On June 17th, the Voces group combined forces with the Manoa Project to form a roughly 45 count student group.
During our time together, the two groups participated first in activities relating to the Menoa Project, including creating a turn, a small skit, containing a beginning, middle, and end, a character leaving the ground, a discovery, at least two lines of rhyming dialogue, a kiss (ooOOOooo), and a death.
My group developed the idea of a group of acid-dropping hippies riding in a van to an unknown destination, and the antics that unfold along the way.
For the second half of El Grupo Gigante, Carlos led the students in a mass warm-up, including favorite tongue twisters.
After warming up, we all were given the task to pick any color.
After choosing a color, we then had to list 5-10 things that have our chosen hue. After that, we picked one of those objects and listed all characteristics we could think about it.
Then Carlos gave us the part that needed some thinking; he told us to write a piece about our object without saying our color or the name of our object. After writing, anyone who wanted to, could read their piece in front of the group. My eventual piece was about a fox.
After writing about objects and their respective colors, we wrote three haikus relating to dance, theatre, or poetry, and preferably you could string them together or leave them independent and still work as haikus. Then, any brave volunteers were given the opportunity to read their haikus. Mine were:
They said you can’t die
From writing too much. To prove
Them wrong: write on spleen.
She went for the stage
Kiss. He said he doesn’t like
Her halitosis.
She said she doesn’t
Kiss assholes, and kissed him on
His cheek instead, jerk.
To finish off the miniature writing workshop, Carlos had us feel ourselves for 1 minute, then write about it for 30 seconds, then feel more of ourselves for another minute, then write about that for 30 seconds, then, once more, we felt ourselves and our surroundings and wrote about them. Again, people were allowed to perform their piece if they liked it enough.
Overall, my experience with the Manoa Project was fun, and I vaguely knew some kids from last year, and knew two kids separate from Voces and the Manoa Project entirely, so it was great to see them, and luckily I was placed in a group with one of them for our skit.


__Problem to work on__.
Produce a verbatim transcription of all records.
:: Records shown ::
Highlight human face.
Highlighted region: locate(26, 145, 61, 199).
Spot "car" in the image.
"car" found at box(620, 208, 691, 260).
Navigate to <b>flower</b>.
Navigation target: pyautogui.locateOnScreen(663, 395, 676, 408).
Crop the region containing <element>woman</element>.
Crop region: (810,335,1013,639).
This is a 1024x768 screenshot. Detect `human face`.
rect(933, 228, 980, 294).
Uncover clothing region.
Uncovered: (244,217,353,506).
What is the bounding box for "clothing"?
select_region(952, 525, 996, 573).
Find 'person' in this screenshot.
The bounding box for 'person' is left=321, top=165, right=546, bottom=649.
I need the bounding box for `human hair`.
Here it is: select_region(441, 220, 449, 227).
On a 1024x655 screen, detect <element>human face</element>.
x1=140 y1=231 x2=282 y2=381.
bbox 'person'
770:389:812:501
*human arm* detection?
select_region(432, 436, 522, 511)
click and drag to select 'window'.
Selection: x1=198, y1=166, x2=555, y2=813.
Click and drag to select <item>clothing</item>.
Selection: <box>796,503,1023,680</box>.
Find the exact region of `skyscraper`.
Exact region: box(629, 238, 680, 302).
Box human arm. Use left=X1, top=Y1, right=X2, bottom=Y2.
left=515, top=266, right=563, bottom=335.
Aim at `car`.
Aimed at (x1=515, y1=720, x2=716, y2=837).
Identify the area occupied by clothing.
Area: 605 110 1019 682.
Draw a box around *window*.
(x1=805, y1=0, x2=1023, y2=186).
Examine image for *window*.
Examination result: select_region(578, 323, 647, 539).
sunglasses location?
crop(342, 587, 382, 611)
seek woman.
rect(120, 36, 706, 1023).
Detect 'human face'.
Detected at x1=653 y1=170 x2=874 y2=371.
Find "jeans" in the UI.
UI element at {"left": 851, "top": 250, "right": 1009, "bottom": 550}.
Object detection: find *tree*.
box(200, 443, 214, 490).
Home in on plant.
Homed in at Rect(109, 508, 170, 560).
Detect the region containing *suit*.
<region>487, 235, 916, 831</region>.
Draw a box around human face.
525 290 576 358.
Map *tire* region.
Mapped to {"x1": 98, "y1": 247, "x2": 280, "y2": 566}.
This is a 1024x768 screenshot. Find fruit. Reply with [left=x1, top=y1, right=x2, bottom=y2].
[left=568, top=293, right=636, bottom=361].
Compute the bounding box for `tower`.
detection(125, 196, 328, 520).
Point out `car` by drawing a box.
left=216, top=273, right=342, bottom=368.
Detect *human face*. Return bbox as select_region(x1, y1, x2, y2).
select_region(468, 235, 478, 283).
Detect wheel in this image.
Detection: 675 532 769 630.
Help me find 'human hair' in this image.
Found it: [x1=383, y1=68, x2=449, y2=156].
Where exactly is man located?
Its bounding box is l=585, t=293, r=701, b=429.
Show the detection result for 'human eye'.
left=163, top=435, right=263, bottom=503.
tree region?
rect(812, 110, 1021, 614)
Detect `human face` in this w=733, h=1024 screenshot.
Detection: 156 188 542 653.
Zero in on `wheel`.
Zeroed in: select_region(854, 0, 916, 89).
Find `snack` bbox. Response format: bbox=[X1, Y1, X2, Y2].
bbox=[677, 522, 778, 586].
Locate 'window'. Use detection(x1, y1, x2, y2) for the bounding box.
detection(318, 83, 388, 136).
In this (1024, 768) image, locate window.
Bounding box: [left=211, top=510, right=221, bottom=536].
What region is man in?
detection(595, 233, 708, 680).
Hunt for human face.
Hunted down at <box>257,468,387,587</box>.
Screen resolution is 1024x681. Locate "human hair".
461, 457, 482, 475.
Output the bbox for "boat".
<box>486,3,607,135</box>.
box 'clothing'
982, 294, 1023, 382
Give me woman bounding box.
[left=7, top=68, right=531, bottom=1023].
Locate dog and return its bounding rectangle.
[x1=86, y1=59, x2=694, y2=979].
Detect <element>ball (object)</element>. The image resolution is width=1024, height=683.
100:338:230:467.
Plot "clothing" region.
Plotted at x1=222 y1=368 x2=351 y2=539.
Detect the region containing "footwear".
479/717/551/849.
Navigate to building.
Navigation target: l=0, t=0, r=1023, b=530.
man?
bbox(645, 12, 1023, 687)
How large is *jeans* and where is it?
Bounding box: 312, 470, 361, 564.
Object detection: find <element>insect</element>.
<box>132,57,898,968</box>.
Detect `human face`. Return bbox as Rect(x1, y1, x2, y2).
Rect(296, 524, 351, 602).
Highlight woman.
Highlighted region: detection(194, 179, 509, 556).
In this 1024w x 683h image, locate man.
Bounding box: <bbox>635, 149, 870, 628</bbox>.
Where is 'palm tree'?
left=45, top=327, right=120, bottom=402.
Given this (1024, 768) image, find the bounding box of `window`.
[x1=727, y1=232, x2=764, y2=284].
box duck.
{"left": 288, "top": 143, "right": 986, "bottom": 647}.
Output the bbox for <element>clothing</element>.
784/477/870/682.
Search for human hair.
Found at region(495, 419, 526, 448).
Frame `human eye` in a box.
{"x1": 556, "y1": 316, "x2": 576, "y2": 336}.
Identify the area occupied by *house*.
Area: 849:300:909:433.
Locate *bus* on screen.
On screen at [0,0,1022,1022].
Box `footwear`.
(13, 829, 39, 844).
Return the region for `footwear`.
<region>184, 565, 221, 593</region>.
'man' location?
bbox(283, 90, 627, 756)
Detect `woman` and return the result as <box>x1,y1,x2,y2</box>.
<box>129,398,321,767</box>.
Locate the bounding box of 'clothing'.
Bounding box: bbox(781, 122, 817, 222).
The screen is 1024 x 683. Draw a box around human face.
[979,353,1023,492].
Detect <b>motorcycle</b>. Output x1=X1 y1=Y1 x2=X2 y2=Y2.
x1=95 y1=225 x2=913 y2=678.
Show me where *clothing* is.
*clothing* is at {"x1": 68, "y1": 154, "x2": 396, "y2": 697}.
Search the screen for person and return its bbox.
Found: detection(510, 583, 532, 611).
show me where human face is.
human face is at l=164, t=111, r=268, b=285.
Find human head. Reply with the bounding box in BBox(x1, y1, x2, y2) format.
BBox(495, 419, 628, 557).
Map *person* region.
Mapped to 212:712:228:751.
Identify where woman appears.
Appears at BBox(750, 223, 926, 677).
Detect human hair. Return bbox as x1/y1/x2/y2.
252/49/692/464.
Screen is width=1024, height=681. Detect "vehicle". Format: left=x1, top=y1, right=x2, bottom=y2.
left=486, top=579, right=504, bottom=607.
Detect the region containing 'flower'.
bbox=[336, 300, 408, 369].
:::
__Response__.
Highlight human face.
Highlighted region: locate(26, 145, 61, 199).
Spot "car" in the image.
"car" found at box(620, 208, 691, 260).
Navigate to <b>flower</b>.
Navigation target: pyautogui.locateOnScreen(663, 395, 676, 408).
Crop the region containing <element>woman</element>.
Crop region: (810,335,1013,639).
This is a 1024x768 screenshot. Detect `human face`.
rect(933, 228, 980, 294).
Uncover clothing region.
Uncovered: (244,217,353,506).
What is the bounding box for "clothing"?
select_region(952, 525, 996, 573).
Find 'person' in this screenshot.
The bounding box for 'person' is left=321, top=165, right=546, bottom=649.
I need the bounding box for `human hair`.
Here it is: select_region(441, 220, 449, 227).
On a 1024x655 screen, detect <element>human face</element>.
x1=140 y1=231 x2=282 y2=381.
bbox 'person'
770:389:812:501
*human arm* detection?
select_region(432, 436, 522, 511)
click and drag to select 'window'.
Selection: x1=198, y1=166, x2=555, y2=813.
Click and drag to select <item>clothing</item>.
Selection: <box>796,503,1023,680</box>.
Find the exact region of `skyscraper`.
Exact region: box(629, 238, 680, 302).
Box human arm. Use left=X1, top=Y1, right=X2, bottom=Y2.
left=515, top=266, right=563, bottom=335.
Aim at `car`.
Aimed at (x1=515, y1=720, x2=716, y2=837).
Identify the area occupied by clothing.
Area: 605 110 1019 682.
Draw a box around *window*.
(x1=805, y1=0, x2=1023, y2=186).
Examine image for *window*.
Examination result: select_region(578, 323, 647, 539).
sunglasses location?
crop(342, 587, 382, 611)
seek woman.
rect(120, 36, 706, 1023).
Detect 'human face'.
Detected at x1=653 y1=170 x2=874 y2=371.
Find "jeans" in the UI.
UI element at {"left": 851, "top": 250, "right": 1009, "bottom": 550}.
Object detection: find *tree*.
box(200, 443, 214, 490).
Home in on plant.
Homed in at Rect(109, 508, 170, 560).
Detect the region containing *suit*.
<region>487, 235, 916, 831</region>.
Draw a box around human face.
525 290 576 358.
Map *tire* region.
Mapped to {"x1": 98, "y1": 247, "x2": 280, "y2": 566}.
This is a 1024x768 screenshot. Find fruit. Reply with [left=x1, top=y1, right=x2, bottom=y2].
[left=568, top=293, right=636, bottom=361].
Compute the bounding box for `tower`.
detection(125, 196, 328, 520).
Point out `car` by drawing a box.
left=216, top=273, right=342, bottom=368.
Detect *human face*. Return bbox as select_region(x1, y1, x2, y2).
select_region(468, 235, 478, 283).
Detect wheel in this image.
Detection: 675 532 769 630.
Help me find 'human hair' in this image.
Found it: [x1=383, y1=68, x2=449, y2=156].
Where exactly is man located?
Its bounding box is l=585, t=293, r=701, b=429.
Show the detection result for 'human eye'.
left=163, top=435, right=263, bottom=503.
tree region?
rect(812, 110, 1021, 614)
Detect `human face` in this w=733, h=1024 screenshot.
Detection: 156 188 542 653.
Zero in on `wheel`.
Zeroed in: select_region(854, 0, 916, 89).
Find `snack` bbox. Response format: bbox=[X1, Y1, X2, Y2].
bbox=[677, 522, 778, 586].
Locate 'window'. Use detection(x1, y1, x2, y2) for the bounding box.
detection(318, 83, 388, 136).
In this (1024, 768) image, locate window.
Bounding box: [left=211, top=510, right=221, bottom=536].
What region is man in?
detection(595, 233, 708, 680).
Hunt for human face.
Hunted down at <box>257,468,387,587</box>.
Screen resolution is 1024x681. Locate "human hair".
461, 457, 482, 475.
Output the bbox for "boat".
<box>486,3,607,135</box>.
box 'clothing'
982, 294, 1023, 382
Give me woman bounding box.
[left=7, top=68, right=531, bottom=1023].
Locate dog and return its bounding rectangle.
[x1=86, y1=59, x2=694, y2=979].
Detect <element>ball (object)</element>. The image resolution is width=1024, height=683.
100:338:230:467.
Plot "clothing" region.
Plotted at x1=222 y1=368 x2=351 y2=539.
Detect the region containing "footwear".
479/717/551/849.
Navigate to building.
Navigation target: l=0, t=0, r=1023, b=530.
man?
bbox(645, 12, 1023, 687)
How large is *jeans* and where is it?
Bounding box: 312, 470, 361, 564.
Object detection: find <element>insect</element>.
<box>132,57,898,968</box>.
Detect `human face`. Return bbox as Rect(x1, y1, x2, y2).
Rect(296, 524, 351, 602).
Highlight woman.
Highlighted region: detection(194, 179, 509, 556).
In this 1024w x 683h image, locate man.
Bounding box: <bbox>635, 149, 870, 628</bbox>.
Where is 'palm tree'?
left=45, top=327, right=120, bottom=402.
Given this (1024, 768) image, find the bounding box of `window`.
[x1=727, y1=232, x2=764, y2=284].
box duck.
{"left": 288, "top": 143, "right": 986, "bottom": 647}.
Output the bbox for <element>clothing</element>.
784/477/870/682.
Search for human hair.
Found at region(495, 419, 526, 448).
Frame `human eye` in a box.
{"x1": 556, "y1": 316, "x2": 576, "y2": 336}.
Identify the area occupied by *house*.
Area: 849:300:909:433.
Locate *bus* on screen.
On screen at [0,0,1022,1022].
Box `footwear`.
(13, 829, 39, 844).
Return the region for `footwear`.
<region>184, 565, 221, 593</region>.
'man' location?
bbox(283, 90, 627, 756)
Detect `woman` and return the result as <box>x1,y1,x2,y2</box>.
<box>129,398,321,767</box>.
Locate the bounding box of 'clothing'.
Bounding box: bbox(781, 122, 817, 222).
The screen is 1024 x 683. Draw a box around human face.
[979,353,1023,492].
Detect <b>motorcycle</b>. Output x1=X1 y1=Y1 x2=X2 y2=Y2.
x1=95 y1=225 x2=913 y2=678.
Show me where *clothing* is.
*clothing* is at {"x1": 68, "y1": 154, "x2": 396, "y2": 697}.
Search the screen for person and return its bbox.
Found: detection(510, 583, 532, 611).
show me where human face is.
human face is at l=164, t=111, r=268, b=285.
Find human head. Reply with the bounding box in BBox(x1, y1, x2, y2) format.
BBox(495, 419, 628, 557).
Map *person* region.
Mapped to 212:712:228:751.
Identify where woman appears.
Appears at BBox(750, 223, 926, 677).
Detect human hair. Return bbox as x1/y1/x2/y2.
252/49/692/464.
Screen is width=1024, height=681. Detect "vehicle". Format: left=x1, top=y1, right=x2, bottom=y2.
left=486, top=579, right=504, bottom=607.
Detect the region containing 'flower'.
bbox=[336, 300, 408, 369].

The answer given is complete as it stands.